• DIRECTIONS
Please restate the records below word for word, leaving out every picture.

(Stored records)
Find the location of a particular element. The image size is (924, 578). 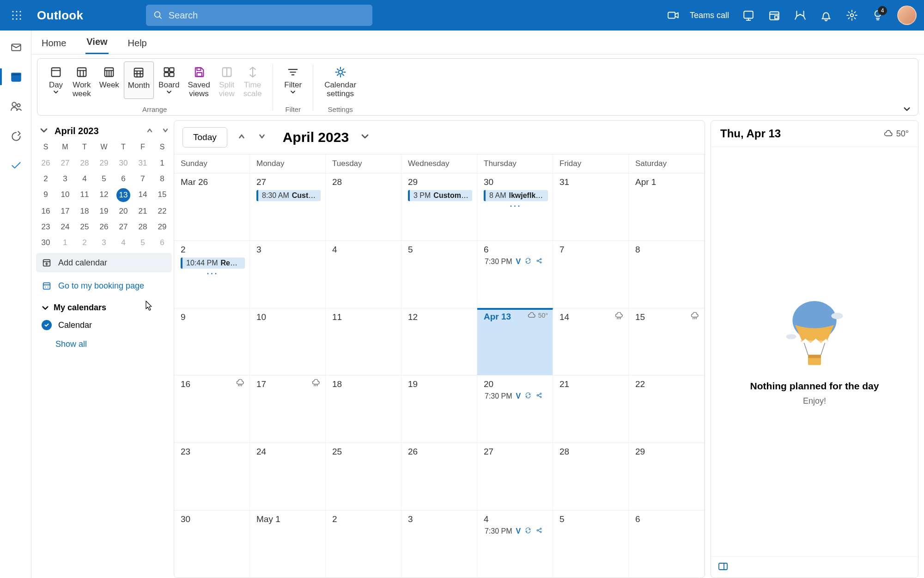

day-cell: Apr 1350° is located at coordinates (515, 342).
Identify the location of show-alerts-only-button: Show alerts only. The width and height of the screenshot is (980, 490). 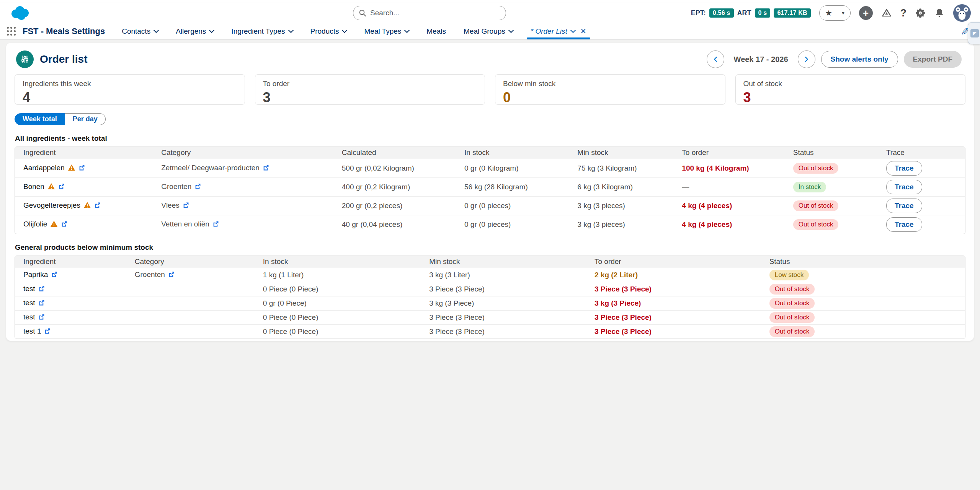
(860, 59).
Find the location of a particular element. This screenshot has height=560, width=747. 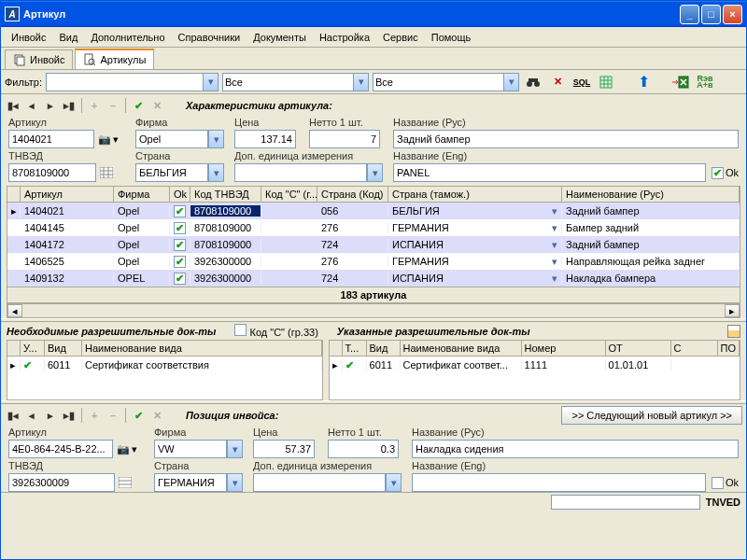

grid-icon is located at coordinates (606, 82).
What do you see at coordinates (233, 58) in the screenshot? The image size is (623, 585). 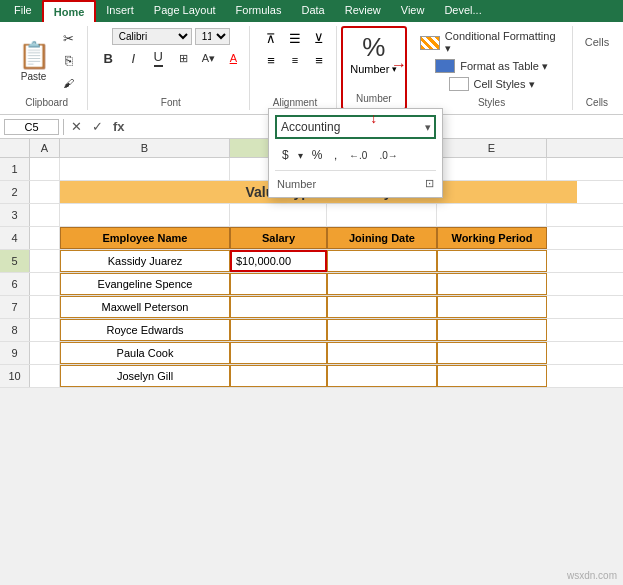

• ANSWER TO THE EXERCISE
Find the location of a particular element. The image size is (924, 578). 

day-cell: Apr 1350° is located at coordinates (515, 342).
Identify the location of show-alerts-only-button: Show alerts only. The width and height of the screenshot is (980, 490). 
(860, 59).
Find the location of a particular element. This screenshot has height=560, width=747. 

grid-icon is located at coordinates (606, 82).
What do you see at coordinates (233, 58) in the screenshot? The image size is (623, 585). 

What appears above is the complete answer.